Bowden has a magpie eye for contrasting the pared-back with the unexpected. Craft, after all, “falls under a very broad umbrella,” she says. “It could include a carved spoon from a hipster maker on Hackney Road, or an incredible sculpted screen found at Gallery Fumi. The gallery has given me the opportunity to bring these two strands together, introducing what I’m interested in to a wider audience.”
Yvonna Demczynska
At Yvonna Demczynska’s Flow gallery in Notting Hill, the look and feel of the works by makers including potters, glassblowers, basket weavers and paper artists echoes the organic, ethereal aesthetic of the space. Craft’s visceral tactility holds the most appeal for Demczynska. “A handmade object enriches our daily lives with beauty,” she says. “There is joy in feeling connected to the maker of an object such as a favourite mug, when you hold it in your hands.”

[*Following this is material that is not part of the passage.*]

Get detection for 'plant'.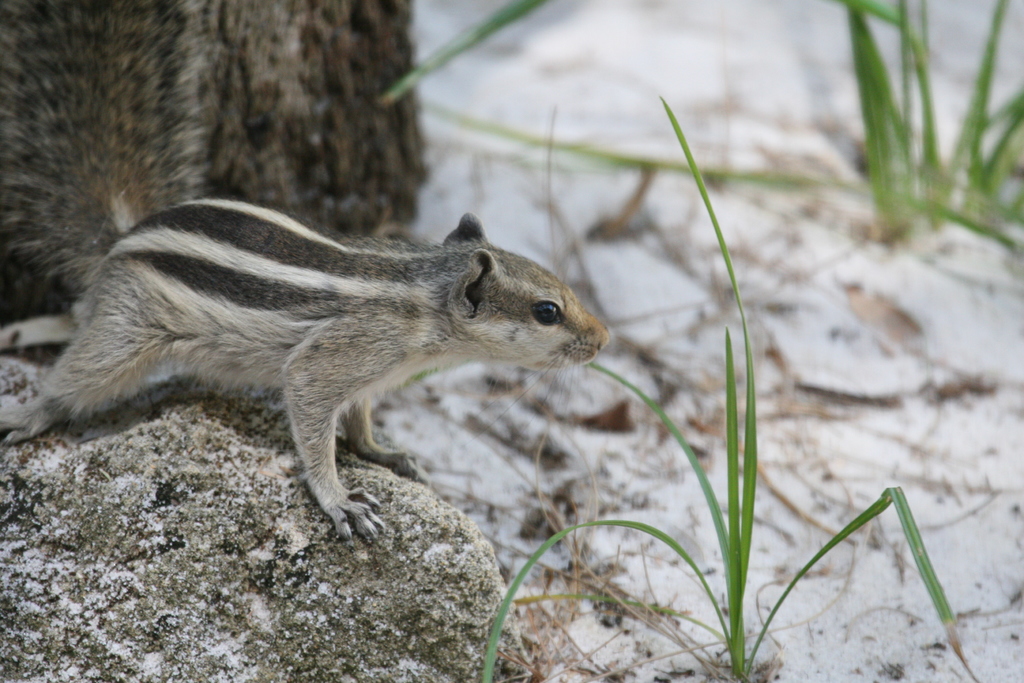
Detection: x1=479, y1=88, x2=982, y2=682.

Anna Zaoui and Isabelle Dubern-Mallevays established Invisible Collection, online initially, after spotting a niche for pieces by architects and designers such as Pierre Yovanovitch, Studio KO and Charles Zana that would otherwise only be available if they were designing your home. Invisible Collection’s recently opened Marylebone townhouse proves the perfect space for showcasing the many traditional skills Zaoui and Dubern-Mallevays want to promote and preserve, from marquetry and stonemasonry to tapestry and rug weaving.
Pieces by hot young design stars such as Chloé Nègre, Pierre Augustin Rose and Cristina Celestino sit alongside re-editions of pieces by photographer-turned-Hollywood-decorator Willy Rizzo and Brazilian architect Oscar Niemeyer by Etel. All are customisable by ateliers Invisible Collection works with across France, Italy, Portugal and Brazil. “The more personal and unique a piece is, the more special it feels,” notes Dubern-Mallevays.
Sarah Myerscough
As the worlds of art, craft and design continue to converge, internationally renowned gallerist Sarah Myerscough took over the reins of The New Craftsmen late last year, in partnership with former product director Kathy Lacour.
“Crafted art and design brings something so relevant and essential to our lives today; a connection to nature, our history and our humanity, forged through relationships with objects that have been made slowly and well, with respect and longevity,” Myerscough says. Alongside her own gallery’s roster of sculptural craft artists, who include Nic Webb, Max Bainbridge (one half of Forest+Found), Marcin Rusak, Marc Fish and legendary furniture maker John Makepeace, Myerscough hopes to bring new horizons to The New Craftsmen.
With such “a distinctive voice in the high-end interiors world,” says Lacour, the pair want to concentrate on key makers such as textile and embroidery artist Aimee Betts, furniture maker Gareth Neal and ceramicist Rich Miller. “Craft needs to be championed, and heritage needs to be considered as much as innovation,” says Myerscough. “I see my legacy as encouraging new collectors, supporting younger artist-artisans and uplifting craft education.”
Bryony Sheridan
At Abask, the newly launched online destination for curated, collectible and unique objects, there is also a pressing desire to preserve craftsmanship honed over centuries so that it remains vital and inspiring for generations to come. “We want to shine a light on unique local crafts, which we travel the world to find,” says buying director Bryony Sheridan. “We love knowing why someone has made something in a particular way, such as the sixth-generation Jarosinski & Vaugoin Viennese silversmiths still producing everything by hand, or the amazing Italian collective Taf Firenze, hand embroidering irreverent little motifs from dogs to nude ladies onto cocktail napkins.”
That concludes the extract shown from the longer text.